It's pretty quick, easy, and efficient, really. Minimal infrastructure, lots of caching. How this all works is covered in the project documentation (deployproject.org/docs).
We can discuss further, but let's *do* move this offline or to one of the project mailing lists (deployproject.org/lists/listinfo).
-----Original Message----- From: centos-devel-bounces@centos.org [mailto:centos-devel-bounces@centos.org] On Behalf Of Les Mikesell Sent: Tuesday, April 22, 2014 5:28 PM To: The CentOS developers mailing list. Subject: Re: [CentOS-devel] ostree as a delivery model
On Tue, Apr 22, 2014 at 6:48 PM, Kay Williams kay@deployproject.org wrote:
Actually, it is really a minor difference whether we make full copies of packages between repositories or hard link them. Truth be told, we defaulted to hard linking in the past, but thought people might prefer full copies (even at the cost of extra disk space) to absolutely guarantee that changes in one repository don't affect another. Sound like we were wrong for at least one person. :-)
It still seems like an inordinate amount of infrastructure setup and maintenance, given that the packages are already versioned. Why can't you cache all the versions you might need together or pull them directly from the original repositories as needed? It sounds as awkward as having to save a full copy of a source tree for every edit instead of using sensible versioning.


**What to work on:** What lines of the data hold the string "Export"? Copy them all.

Figure dataset records
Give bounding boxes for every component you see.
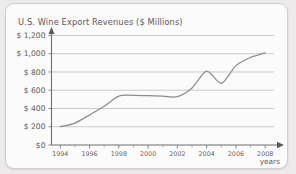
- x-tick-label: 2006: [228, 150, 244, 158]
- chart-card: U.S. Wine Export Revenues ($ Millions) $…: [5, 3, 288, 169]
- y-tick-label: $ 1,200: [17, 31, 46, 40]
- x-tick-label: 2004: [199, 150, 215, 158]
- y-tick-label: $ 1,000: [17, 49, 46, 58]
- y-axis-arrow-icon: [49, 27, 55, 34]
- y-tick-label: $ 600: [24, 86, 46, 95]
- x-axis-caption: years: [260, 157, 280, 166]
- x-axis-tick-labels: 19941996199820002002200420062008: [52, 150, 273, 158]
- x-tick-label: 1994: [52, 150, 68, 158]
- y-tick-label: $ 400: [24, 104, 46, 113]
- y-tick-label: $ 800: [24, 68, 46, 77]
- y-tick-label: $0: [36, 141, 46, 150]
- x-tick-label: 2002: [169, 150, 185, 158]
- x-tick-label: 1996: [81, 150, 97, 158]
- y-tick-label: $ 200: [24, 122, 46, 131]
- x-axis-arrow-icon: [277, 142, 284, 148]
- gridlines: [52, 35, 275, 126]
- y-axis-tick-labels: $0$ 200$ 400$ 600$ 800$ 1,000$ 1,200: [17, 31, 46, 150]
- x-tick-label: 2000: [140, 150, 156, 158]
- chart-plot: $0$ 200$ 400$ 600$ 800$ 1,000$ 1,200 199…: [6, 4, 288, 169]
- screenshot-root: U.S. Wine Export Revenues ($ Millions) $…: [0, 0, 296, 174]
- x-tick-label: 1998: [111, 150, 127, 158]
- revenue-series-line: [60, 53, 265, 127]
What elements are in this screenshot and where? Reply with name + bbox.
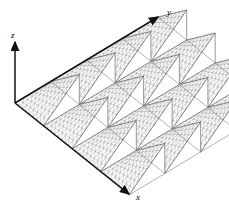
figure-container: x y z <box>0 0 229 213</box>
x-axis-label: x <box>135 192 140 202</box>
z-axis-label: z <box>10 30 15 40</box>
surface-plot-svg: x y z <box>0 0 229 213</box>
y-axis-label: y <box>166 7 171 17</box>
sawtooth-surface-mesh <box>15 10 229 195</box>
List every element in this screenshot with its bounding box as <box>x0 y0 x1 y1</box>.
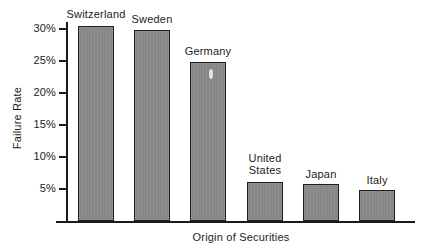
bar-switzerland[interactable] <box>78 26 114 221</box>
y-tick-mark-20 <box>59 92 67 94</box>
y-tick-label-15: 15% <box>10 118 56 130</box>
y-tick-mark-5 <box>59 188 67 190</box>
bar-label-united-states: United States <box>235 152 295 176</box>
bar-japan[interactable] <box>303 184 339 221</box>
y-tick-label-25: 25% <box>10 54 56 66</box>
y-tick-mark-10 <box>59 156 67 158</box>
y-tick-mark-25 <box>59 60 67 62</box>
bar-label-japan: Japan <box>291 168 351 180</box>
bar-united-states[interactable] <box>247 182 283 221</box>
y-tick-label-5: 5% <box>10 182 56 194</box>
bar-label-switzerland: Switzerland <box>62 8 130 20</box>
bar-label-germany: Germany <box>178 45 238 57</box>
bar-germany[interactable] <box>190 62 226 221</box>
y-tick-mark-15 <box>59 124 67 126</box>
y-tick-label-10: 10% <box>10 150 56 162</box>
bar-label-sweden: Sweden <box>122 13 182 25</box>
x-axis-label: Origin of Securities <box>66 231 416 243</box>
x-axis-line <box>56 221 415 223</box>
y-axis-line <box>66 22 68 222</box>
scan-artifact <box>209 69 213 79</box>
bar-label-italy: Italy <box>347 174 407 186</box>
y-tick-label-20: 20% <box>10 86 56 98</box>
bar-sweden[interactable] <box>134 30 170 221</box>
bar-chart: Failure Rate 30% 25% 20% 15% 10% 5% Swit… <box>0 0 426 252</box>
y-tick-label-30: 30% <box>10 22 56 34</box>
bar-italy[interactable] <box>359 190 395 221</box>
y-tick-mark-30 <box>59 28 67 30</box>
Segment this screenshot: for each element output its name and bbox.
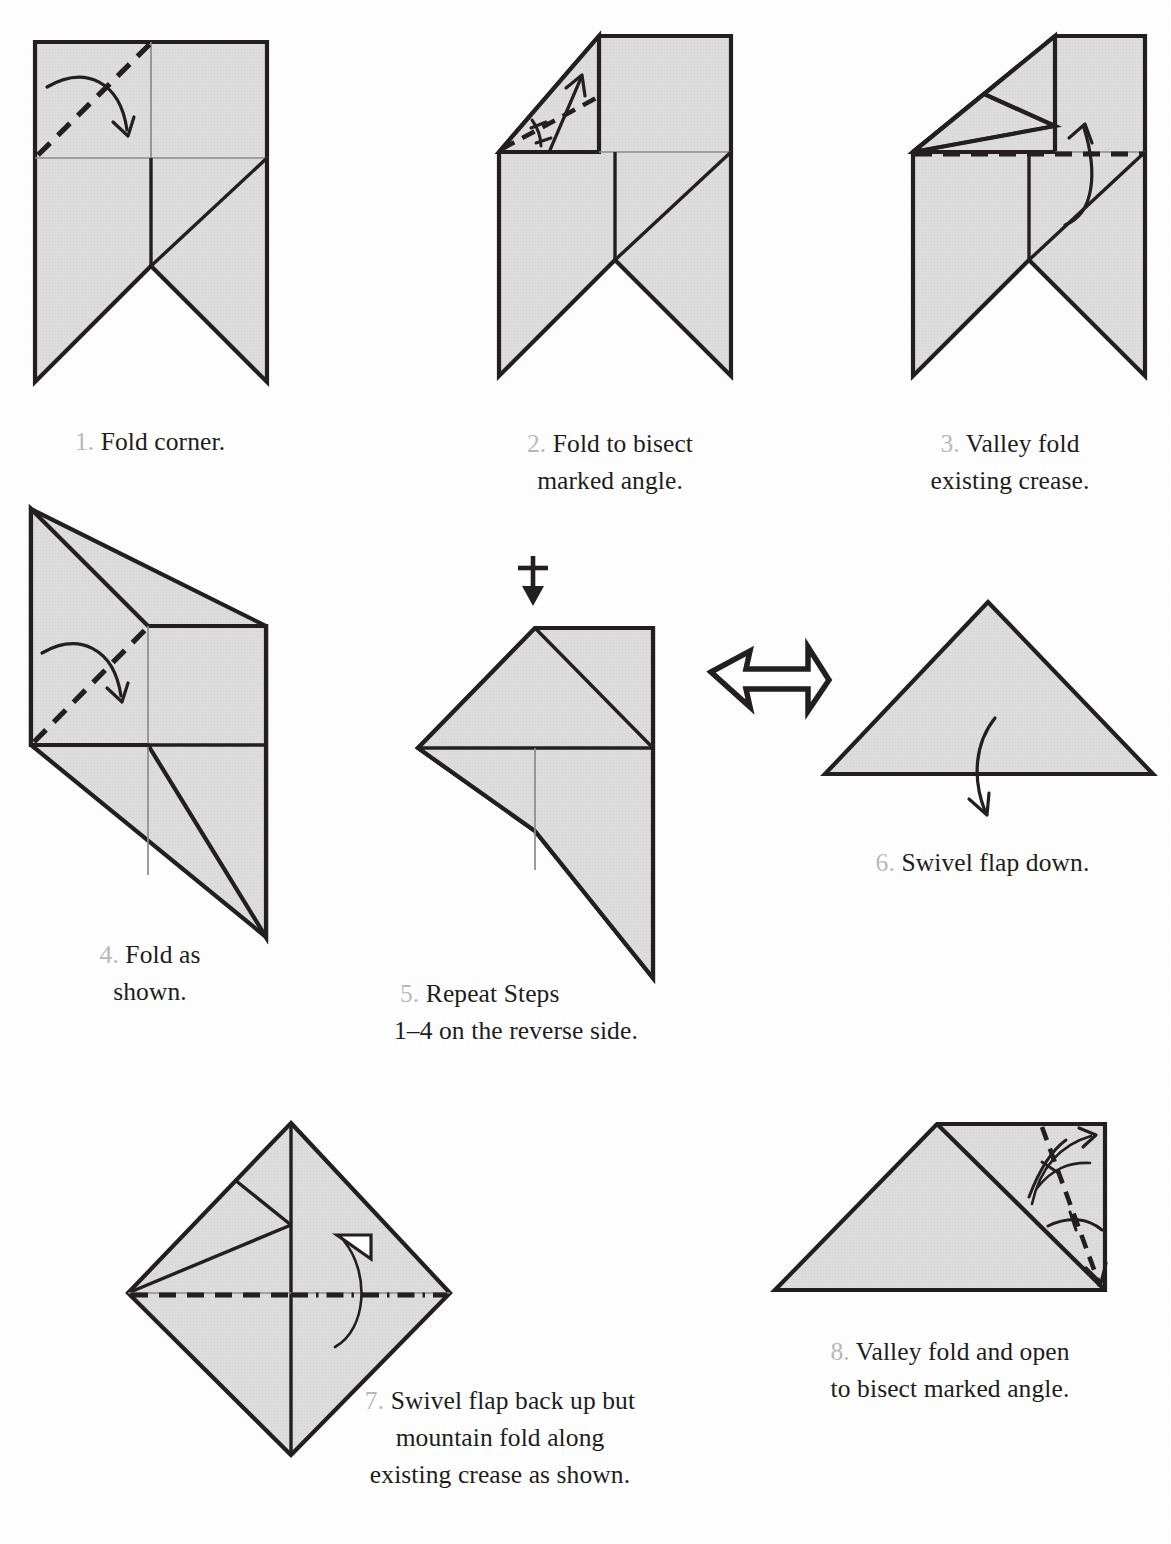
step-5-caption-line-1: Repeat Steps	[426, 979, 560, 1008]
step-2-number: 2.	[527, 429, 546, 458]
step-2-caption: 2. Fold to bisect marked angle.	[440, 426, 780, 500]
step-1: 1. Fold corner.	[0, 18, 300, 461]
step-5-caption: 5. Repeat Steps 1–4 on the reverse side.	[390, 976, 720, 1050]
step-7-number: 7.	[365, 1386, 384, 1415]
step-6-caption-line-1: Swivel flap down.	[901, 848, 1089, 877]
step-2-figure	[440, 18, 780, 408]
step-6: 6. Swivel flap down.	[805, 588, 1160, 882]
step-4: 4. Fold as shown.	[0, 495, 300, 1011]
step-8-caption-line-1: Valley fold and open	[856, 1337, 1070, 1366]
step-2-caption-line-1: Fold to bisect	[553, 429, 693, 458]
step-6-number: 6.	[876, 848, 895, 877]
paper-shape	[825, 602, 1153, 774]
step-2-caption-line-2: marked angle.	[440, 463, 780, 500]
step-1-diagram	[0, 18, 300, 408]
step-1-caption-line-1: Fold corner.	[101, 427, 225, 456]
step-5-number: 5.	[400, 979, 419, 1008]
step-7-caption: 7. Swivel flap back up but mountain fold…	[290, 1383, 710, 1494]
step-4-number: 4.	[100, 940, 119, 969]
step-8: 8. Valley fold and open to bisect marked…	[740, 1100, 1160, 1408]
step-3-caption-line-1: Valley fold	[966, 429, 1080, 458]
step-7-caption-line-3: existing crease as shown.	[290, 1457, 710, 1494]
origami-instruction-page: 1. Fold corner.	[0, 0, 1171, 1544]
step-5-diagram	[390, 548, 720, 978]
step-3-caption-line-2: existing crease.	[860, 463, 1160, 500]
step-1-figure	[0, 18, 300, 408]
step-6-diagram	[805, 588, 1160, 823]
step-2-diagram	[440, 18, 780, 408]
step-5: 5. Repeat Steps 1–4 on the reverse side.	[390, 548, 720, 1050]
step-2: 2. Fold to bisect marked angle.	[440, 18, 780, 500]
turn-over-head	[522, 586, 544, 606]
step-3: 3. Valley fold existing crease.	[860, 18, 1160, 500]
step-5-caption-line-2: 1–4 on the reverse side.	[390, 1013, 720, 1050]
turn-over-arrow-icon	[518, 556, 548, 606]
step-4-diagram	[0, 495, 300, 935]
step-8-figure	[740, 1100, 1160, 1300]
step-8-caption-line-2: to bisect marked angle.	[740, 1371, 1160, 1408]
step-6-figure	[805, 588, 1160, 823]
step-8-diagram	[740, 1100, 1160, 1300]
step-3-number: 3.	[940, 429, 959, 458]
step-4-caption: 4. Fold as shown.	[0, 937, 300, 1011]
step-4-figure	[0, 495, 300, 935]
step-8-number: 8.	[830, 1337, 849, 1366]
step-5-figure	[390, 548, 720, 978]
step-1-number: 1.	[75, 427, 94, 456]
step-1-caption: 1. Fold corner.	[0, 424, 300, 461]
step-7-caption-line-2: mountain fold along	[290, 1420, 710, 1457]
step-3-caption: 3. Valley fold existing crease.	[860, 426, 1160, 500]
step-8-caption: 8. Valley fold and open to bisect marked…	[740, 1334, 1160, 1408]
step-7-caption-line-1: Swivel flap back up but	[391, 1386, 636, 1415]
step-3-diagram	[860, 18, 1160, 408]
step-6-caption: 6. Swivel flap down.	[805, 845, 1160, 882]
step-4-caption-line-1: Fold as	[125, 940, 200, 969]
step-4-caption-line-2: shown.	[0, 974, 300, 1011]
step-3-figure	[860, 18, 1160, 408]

**Solution:**
- chart-card: U.S. Wine Export Revenues ($ Millions) $…: [5, 3, 288, 169]
- screenshot-root: U.S. Wine Export Revenues ($ Millions) $…: [0, 0, 296, 174]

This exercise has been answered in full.